Leonardo Seeber, Lamont-Doherty Earth Observatory, Palisades, New York

Christopher Sorlien, Institute of Crustal Studies, University of California, Santa Barbara

Michael Steckler, Lamont-Doherty Earth Observatory, Palisades, New York

Marie-Helene Cormier, University of Missouri, Columbia

Citation:

Seeber, L., C. Sorlien, M. Steckler, and M.-H. Cormier (2010), Continental transform basins: Why are they asymmetric?, Eos Trans. AGU, 91(4), 29–30. [Full Article (pdf)]

Plate tectonics of the eastern Mediterranean

Figure S1. Plate tectonics of the eastern Mediterranean (A).

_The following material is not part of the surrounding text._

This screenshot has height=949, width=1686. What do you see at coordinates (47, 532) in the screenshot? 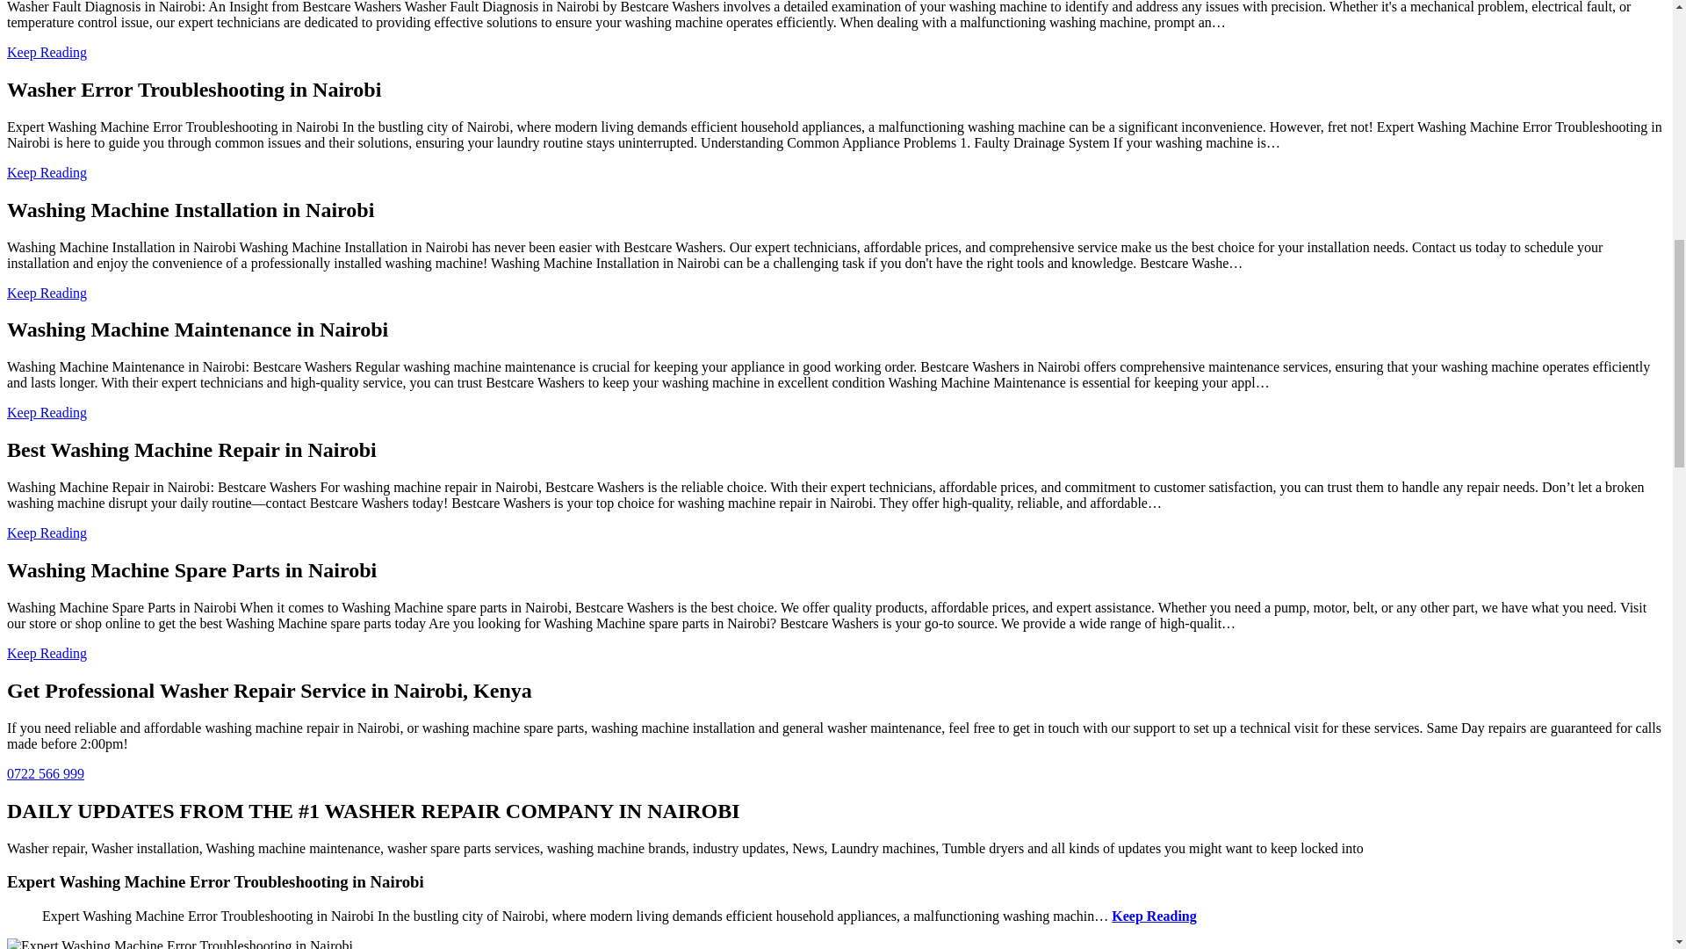
I see `Keep Reading` at bounding box center [47, 532].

Anatolia moves westward because it is squeezed and pushed by Arabia-Asia convergence and is pulled by rollback subduction along the Hellenic arc. The right-lateral North Anatolian fault (NAF) and left-lateral Eastern Anatolian fault (EAF) are continental transforms carrying most of this motion. In the Marmara Sea area (B; boxed in A) the NAF has many bends and is flanked by basins and highs. NAF-N and NAF-S are the northern and southern branches of the NAF. Dotted trace marks the two M7.4 and M7.2 earthquake ruptures in 1999. The box marks the area in Figure 1. (Redrawn from Seeber et al., 2006)


The Ridge Basin


Figure S2. The Ridge Basin started forming in the Miocene along the San Gabriel fault (SGF), a strand of the right-lateral San Andreas transform (SAF) in southern California. This basin kept growing for 14 my until a new strand of the SAF shunted and deactivated the SGF in the Pliocene. In the current thrusting regime, it has been uplifted and dissected. The basin was only partially filled with marine sediment during the first 3 million years of development (Castaic Formation), as the Marmara Sea basins are now. Afterwards the sediment was fluvial and lacustrine (Ridge Formation) and the basin was full. The Violin Breccia was deposited along the fault-scarp and is present in both marine and terrestrial settings of the basins. Note structural similarities with the active Marmara basins depicted in Figure 1. In all cases the faults dip toward the concave side of the bend; the basins develop on that side, the hangingwall side, and on the extensional flank 'downstream' of the bends, by oblique-normal slip on the faults. The bend is thus fixed onto the convex side. The depocenter, where subsidence is fastest at any one time, is on the concave side and migrates 'upstream' at the velocity of the fault so as to remain at the same place relative to the bend. Gradually, the normal component of slip decreases away from the bend, thus tilting the sediments toward the bend and forming the shingled sequence. Modified from Crowell [2003] and Link [2003].

Reference:

Link, M. H. (2003), Depositional systems and sedimentary faciesof the Miocene-PlioceneRidge Basin, southern California, in Evolution of Ridge Basin, Southern California, An Interplay Of Sedimentation and Tectonics, edited by J. C. Crowell, Spec. Pap. Geol. Soc. Am., 367, 1–15.

Crowell, J. C. (2003), Introduction to geology of Ridge Basin, southern California, in Evolution of Ridge Basin, Southern California: An Interplay of Sedimentation and Tectonics, edited by J. C. Crowell, Spec. Pap. Geol. Soc. Am., 367, 1–15.

Seeber, L., M.-H. Cormier, C. McHugh, Ö. Emre, A. Polonia, and C. Sorlien (2006), Rapid subsidence and sedimentation from oblique slip near a bend on the North Anatolian Transform in the Marmara Sea, Turkey, Geology, 34, 933–936, doi:10.1130/g22520A.1.